Amazon hammers full funnnel future in first upfront

Willie Pang and the video partners behind "Complete TV"
Amazon has emphasised its new Netflix ad deal and deepening sports offering in a debut upfront event that hammered the “full funnel” message and signalled the digital and shopping behemoth’s serious intent in Australia.
The upfront, held at Sydney’s Hordern Pavilion, was mercifully brief compared to some others – Foxtel comes to mind – and was considered by agency observers strong around the “Complete TV” solution that facilitates planning, buying and tracking video advertising across a range of platforms, including Netflix.
Amazon Australia country manager Willie Pang singled out Complete TV as the announcement he was most excited about.
“Complete TV will do what it says on the tin,” Pang said, describing it as “a new suite of tools that help you optimize all of your streaming TV, digital TV investments across Prime Video and the premium video partners and broadcasters that I mentioned before.”
Those partners were displayed behind Pang on stage at one point: Foxtel Go, Fox Sports, Binge, Paramount, Paramount+, SBS On Demand, 10, Kayo Sports, Samsung Ads, and the new one, Netflix.
”We’re building Amazon DSP to become your one stop media buying shop,” Pang said, having reminded the audience that “the future is now”.

Nina Oyama being charmingly humble
The afternoon was MCed by comedian and actor Nina Oyama. Oyama, who acts in Prime’s dark comedy Deadloch series, began the show with a bit about “full funnel” before charmingly admitting she had no idea what that meant.
Oyama’s vibe fit well with Pang’s positioning of Amazon as “humble and hardworking”, a differentiation that seemed aimed at the other platforms giants. Youtube/Google had occupied the same stage exactly two weeks before.
In terms of announcements, not a great deal of what was discussed was new. Amazon had flagged the Netflix deal – which is global – two weeks before. A new season of Deadloch with Luke Hemsworth, the AFL documentary series made by the creators of Drive To Survive, the sports rights (ICC cricket, NBA basketball), and the fact that the Women’s Cricket World Cup will be free to watch: all these things were prefigured.
As Tim Burrowes has pointed out in Unmade, it was the fact of the event itself that was the main news event. It is the first Australian event Amazon has styled an “upfront”, and that is significant as a statement of intent.
UM head of media planning Michael Mellington told Mumbrella that as a Melburnian he was excited by the AFL documentary, but the new video tools were more significant.
“I think they definitely landed that they’re a full funnel ecosystem. That was drilled into us pretty hard,” Mellington said.
“In reality there are a few partners that can actually deliver on that. Being able to have that kind of content play, connection to culture and all of those memorable moments through their premier content suite. And then linking that through to commerce is, is quite unique. I think it’s pretty exciting.”

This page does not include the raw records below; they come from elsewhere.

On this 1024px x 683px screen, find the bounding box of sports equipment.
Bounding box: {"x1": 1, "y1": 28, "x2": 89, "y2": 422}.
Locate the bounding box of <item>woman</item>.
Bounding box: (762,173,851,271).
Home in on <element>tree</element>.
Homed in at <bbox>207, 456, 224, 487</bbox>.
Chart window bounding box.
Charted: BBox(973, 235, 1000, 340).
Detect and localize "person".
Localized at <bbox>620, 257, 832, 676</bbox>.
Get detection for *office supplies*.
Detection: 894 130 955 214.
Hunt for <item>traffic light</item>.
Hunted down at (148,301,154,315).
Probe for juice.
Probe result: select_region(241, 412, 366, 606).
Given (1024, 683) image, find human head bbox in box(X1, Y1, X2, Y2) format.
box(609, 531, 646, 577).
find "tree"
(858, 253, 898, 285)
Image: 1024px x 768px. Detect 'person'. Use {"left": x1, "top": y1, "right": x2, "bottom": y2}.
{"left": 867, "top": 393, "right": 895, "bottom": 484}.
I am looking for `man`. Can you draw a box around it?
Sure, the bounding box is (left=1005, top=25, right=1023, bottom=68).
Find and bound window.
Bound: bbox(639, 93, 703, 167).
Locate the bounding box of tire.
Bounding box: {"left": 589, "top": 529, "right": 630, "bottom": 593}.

Kate Westgate and Maria Gudino, both from Unilever, explained how Amazon had helped their laundry liquid brand
Mellington had picked up on the “humble” positioning”.
“It was interesting at the start, they said ‘we hope that you see us as a humble brand’. I think the tone was: there was a lot of content and there was a lot of good smarts in there, but they came across really fun … [Nina Oyama] was brilliant.
“I think aggregating the screens is important. Understanding true incremental reach is important.
“The skeptic in me wants to unpack it a little bit as well. Like I want to know how it’s done and where the true incrementality comes from.
“I think that will be important, but — having more to play with is better than less.”